AI semiconductor revenue increased to $10.8 billion in fiscal Q2 from $8.4 billion in fiscal Q1, and the company says the current-quarter AI line should reach $16.0 billion. That sequence is steep enough to keep Broadcom in the AI infrastructure conversation, but the comparison that moved the stock was the $16.36 billion Visible Alpha estimate, not the year-over-year growth rate.

Broadcom's AI Growth Hits Wall Street's New Hurdle

Source note. Provider and source are Broadcom Q1 release and Broadcom Q2 release for Q1 and Q2 AI semiconductor revenue plus Q3 company guidance, and Reuters via CNA for the Visible Alpha Q3 estimate. Symbol is AVGO. Date range is fiscal Q1 FY2026 through fiscal Q3 FY2026 guidance and estimate. Interval is quarterly.

The chart compresses the tension. Broadcom's company guide implies another large step-up from Q2, while the market-source estimate was already above that guide. A small gap can matter when the share price has been rewarding the company for custom-chip scarcity rather than only reported revenue.

Custom silicon now needs role discipline

Broadcom's role is not the same as Nvidia's. Reuters framed Nvidia's GPUs as the industry standard for AI workloads, while Broadcom sits in custom AI accelerators and AI networking for large cloud customers that want lower-cost and workload-specific silicon.

That distinction cuts both ways. Reuters said Meta and Alphabet's Google are among Broadcom's hyperscale customers, but it also noted that Marvell is making inroads and expects its custom chip business to surpass $10 billion of revenue in 2029. The economic link for AVGO is design-win durability, networking attach and supply availability, not a generic AI spending headline.

Software makes the consolidated story less explosive

Semiconductor solutions supplied $15.01 billion of Q2 revenue and grew 79%, while infrastructure software produced $7.18 billion and grew 9%. The VMware software base still supports cash generation, but the segment mix means consolidated growth does not look as dramatic as the AI semiconductor line.

That mix matters for the earnings multiple because Broadcom is no longer priced only as a cyclical chip supplier.

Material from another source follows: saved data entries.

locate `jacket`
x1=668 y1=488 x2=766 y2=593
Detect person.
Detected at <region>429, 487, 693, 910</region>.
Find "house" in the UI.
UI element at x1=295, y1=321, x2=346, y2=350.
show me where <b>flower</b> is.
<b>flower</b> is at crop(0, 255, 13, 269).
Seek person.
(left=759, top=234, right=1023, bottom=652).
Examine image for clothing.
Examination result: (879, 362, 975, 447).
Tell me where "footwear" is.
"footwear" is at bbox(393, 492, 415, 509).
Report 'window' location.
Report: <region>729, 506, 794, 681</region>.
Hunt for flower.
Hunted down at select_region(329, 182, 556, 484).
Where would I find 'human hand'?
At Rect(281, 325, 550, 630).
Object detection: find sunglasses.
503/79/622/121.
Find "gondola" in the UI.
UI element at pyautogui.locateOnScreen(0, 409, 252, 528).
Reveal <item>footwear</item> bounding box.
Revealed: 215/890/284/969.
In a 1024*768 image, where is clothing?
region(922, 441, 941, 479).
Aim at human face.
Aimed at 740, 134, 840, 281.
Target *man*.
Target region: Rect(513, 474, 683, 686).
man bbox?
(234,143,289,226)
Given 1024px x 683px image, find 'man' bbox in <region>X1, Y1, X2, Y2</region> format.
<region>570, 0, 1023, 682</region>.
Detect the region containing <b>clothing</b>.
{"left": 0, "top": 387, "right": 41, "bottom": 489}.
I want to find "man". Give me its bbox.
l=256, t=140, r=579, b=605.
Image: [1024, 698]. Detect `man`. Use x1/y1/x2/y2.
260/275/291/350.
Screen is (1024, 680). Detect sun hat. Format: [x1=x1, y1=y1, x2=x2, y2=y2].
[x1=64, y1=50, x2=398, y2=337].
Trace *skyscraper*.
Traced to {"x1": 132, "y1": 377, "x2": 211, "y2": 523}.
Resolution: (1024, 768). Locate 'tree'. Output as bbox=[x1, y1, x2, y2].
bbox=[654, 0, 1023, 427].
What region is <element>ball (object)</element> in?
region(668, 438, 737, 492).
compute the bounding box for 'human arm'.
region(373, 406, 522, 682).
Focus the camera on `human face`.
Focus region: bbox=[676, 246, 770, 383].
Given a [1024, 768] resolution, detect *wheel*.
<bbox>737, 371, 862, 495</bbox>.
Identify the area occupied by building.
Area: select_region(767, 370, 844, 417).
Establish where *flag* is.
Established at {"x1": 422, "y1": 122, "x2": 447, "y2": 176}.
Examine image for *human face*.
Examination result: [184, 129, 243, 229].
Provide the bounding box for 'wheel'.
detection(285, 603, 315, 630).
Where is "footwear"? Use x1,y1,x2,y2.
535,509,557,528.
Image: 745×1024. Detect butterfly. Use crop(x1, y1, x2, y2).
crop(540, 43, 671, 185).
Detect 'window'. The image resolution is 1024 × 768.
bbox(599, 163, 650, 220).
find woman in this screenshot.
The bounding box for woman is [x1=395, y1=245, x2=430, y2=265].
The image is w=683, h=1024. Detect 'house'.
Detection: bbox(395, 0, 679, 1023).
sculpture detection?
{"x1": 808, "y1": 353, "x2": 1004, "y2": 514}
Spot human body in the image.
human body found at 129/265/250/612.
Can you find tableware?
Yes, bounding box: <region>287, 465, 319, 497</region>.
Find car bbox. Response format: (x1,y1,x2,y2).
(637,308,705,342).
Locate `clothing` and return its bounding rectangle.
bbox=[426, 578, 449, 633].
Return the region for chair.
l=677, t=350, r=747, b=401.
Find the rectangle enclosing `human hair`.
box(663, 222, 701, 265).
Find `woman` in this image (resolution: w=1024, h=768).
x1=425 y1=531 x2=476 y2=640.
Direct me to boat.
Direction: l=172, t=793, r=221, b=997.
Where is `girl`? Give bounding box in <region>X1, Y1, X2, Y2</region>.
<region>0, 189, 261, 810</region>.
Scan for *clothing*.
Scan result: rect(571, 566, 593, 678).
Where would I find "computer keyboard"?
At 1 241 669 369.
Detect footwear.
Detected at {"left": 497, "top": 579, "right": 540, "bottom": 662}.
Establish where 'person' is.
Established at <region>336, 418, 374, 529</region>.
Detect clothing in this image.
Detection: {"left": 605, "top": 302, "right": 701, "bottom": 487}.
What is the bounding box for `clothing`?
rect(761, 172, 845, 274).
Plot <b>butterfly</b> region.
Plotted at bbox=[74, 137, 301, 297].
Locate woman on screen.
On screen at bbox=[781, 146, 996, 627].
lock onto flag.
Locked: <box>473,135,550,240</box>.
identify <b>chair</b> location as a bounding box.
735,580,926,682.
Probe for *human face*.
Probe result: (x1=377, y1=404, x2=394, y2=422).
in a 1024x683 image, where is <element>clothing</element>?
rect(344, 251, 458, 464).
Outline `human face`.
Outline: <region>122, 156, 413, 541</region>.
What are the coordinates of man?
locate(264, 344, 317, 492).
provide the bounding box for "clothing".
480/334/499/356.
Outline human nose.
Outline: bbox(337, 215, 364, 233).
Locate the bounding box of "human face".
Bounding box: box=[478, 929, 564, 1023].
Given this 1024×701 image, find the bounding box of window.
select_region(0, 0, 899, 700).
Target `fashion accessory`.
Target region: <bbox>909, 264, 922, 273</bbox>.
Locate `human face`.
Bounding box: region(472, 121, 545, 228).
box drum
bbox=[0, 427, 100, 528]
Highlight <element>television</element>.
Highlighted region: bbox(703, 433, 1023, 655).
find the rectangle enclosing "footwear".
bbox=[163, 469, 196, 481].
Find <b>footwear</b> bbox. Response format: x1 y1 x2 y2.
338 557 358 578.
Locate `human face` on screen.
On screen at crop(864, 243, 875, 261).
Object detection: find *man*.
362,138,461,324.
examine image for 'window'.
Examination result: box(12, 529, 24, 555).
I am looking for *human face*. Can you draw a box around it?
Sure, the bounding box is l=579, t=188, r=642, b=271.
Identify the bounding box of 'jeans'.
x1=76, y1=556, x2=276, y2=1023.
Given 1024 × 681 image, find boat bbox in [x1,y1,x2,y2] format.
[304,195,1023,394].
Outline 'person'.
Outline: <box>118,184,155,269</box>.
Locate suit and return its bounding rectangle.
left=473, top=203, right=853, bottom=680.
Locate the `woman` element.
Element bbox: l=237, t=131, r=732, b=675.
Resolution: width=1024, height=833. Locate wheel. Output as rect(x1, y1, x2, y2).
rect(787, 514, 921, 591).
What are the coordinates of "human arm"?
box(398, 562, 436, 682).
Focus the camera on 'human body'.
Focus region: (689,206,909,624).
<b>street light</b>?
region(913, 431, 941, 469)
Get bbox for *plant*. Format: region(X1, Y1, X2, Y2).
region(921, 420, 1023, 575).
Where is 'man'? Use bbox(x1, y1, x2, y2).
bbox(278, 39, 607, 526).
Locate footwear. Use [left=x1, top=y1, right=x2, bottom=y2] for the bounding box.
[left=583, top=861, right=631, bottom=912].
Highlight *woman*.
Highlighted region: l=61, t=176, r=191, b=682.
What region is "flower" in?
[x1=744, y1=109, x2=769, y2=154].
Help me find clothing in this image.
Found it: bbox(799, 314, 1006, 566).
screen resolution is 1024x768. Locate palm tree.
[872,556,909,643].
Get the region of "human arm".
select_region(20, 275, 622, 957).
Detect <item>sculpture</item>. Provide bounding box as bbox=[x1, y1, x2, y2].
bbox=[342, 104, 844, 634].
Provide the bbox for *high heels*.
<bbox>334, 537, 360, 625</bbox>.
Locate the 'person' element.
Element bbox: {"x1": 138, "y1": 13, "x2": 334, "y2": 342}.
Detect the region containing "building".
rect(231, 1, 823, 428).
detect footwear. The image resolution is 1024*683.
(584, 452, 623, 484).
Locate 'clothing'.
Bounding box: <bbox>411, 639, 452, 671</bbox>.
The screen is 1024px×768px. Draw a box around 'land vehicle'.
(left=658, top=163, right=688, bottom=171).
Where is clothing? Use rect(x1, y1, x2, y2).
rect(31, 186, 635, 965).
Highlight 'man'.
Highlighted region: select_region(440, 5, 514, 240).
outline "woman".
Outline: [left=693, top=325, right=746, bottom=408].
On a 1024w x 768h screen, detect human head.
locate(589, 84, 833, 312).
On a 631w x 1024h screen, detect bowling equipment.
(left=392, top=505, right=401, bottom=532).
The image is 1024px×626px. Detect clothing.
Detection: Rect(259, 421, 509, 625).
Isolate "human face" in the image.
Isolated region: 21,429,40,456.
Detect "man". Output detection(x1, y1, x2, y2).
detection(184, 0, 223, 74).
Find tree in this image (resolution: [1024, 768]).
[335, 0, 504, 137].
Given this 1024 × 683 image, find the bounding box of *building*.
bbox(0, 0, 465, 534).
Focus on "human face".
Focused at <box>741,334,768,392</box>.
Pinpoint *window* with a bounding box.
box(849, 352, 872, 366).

The market has to decide how much value to assign to AI accelerators and networking when a slower software unit and a 67% non-GAAP operating income outlook sit inside the same company result.

The next quarter has to turn a bigger guide into a better surprise

Fiscal Q3 now carries three measurable hurdles. Consolidated revenue has to land near or above the $29.4 billion guide, AI semiconductor revenue has to clear the $16.0 billion company target rather than only meet it, and the non-GAAP operating income ratio has to stay near the 67% outlook rather than slide as capacity is secured.

Broadcom's quarter does not point to an AI demand break. It points to a higher standard for surprise. A company can report $10.8 billion of Q2 AI semiconductor revenue and still lose the argument if the next guide does not sit above the market's estimate. That is why the Reuters-cited $16.36 billion Visible Alpha estimate matters more to the stock story than the absolute growth rate.

A practical reading of the next report separates growth from repricing power. Growth is still visible if custom accelerators and networking keep rising. Repricing power comes back only if the company shows that customer demand is pulling shipments faster than the Street modeled, that supply remains available through 2026 and 2027, and that the 2027 AI target has room to move higher.

A weaker follow-through would leave the opposite message. If fiscal Q3 merely lands around the company guide, if the 67% operating-income outlook does not hold, or if Marvell's custom-chip progress makes hyperscaler design wins look less scarce, the stock can keep carrying a lower AI premium even while Broadcom's business keeps expanding. The selloff therefore reads less like a rejection of Broadcom's AI position and more like a warning that the market has stopped paying for growth that was already expected.